Investing

Yahoo!'s Most Important Director: David W. Kenny

David W. Kenny is Yahoo!’s (NASDAQ: YHOO) most important director now. He serves on the Nominating and Corporate Governance Committee. One of the charters of the committee is developing and recommending to the Board a set of corporate governance principles applicable to the Company and overseeing corporate governance matters in general.The other two members of this committee are Patti Hart who has been accused of misrepresenting her educational background, and Arthur H. Kern who has decided not to stand for re-election to the board.
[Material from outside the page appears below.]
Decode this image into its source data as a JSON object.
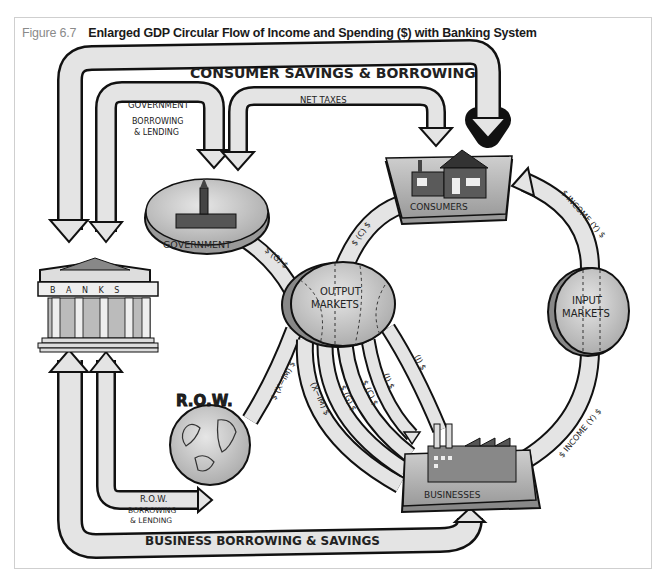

The new problems at Yahoo are well chronicled. CEO Scott Thompson claimed he had a degree in computer science from Stonehill College. He doesn’t.  Hart, who led the search for Thompson, claimed she has a degree in degree in marketing and economics from Illinois State University. She does not.

The pressure on Kenny is even greater because of the huge turnover in the Yahoo! board. Roy J. Bostock. Vyomesh Joshi, and Arthur H. Kern have left this year. Peter Liguori, Alfred J. Amoroso, John D. Hayes, Thomas J. McInerney, and Maynard G. Webb, Jr. joined this year. The new members cannot be expected to know as much about the company or management as Kenny who has been there for the longest period of time.

Most governance experts believe that the board has no choice other than to force Hart and Thompson off the board. Each of the two has been accused of lying about an important aspect of their professional qualifications. The board has to hold members and management to high ethical standards. The damage to Thompson’s reputation will certainly critically impair  his relationship with investors, customers, and employees. The sole argument that he should stay is based on the notion that hiring yet another CEO would cause irreparable damage to this public corporation which is already in desperate trouble.

Kenny really does not have any choice about the role he has to play in the decisions about Hart and Thompson. His committee membership alone makes him the central figure in guiding the board’s deliberations and decisions. Whatever happens, he will be judged more  than any other board member. The structure of public company governance leaves him no alternative.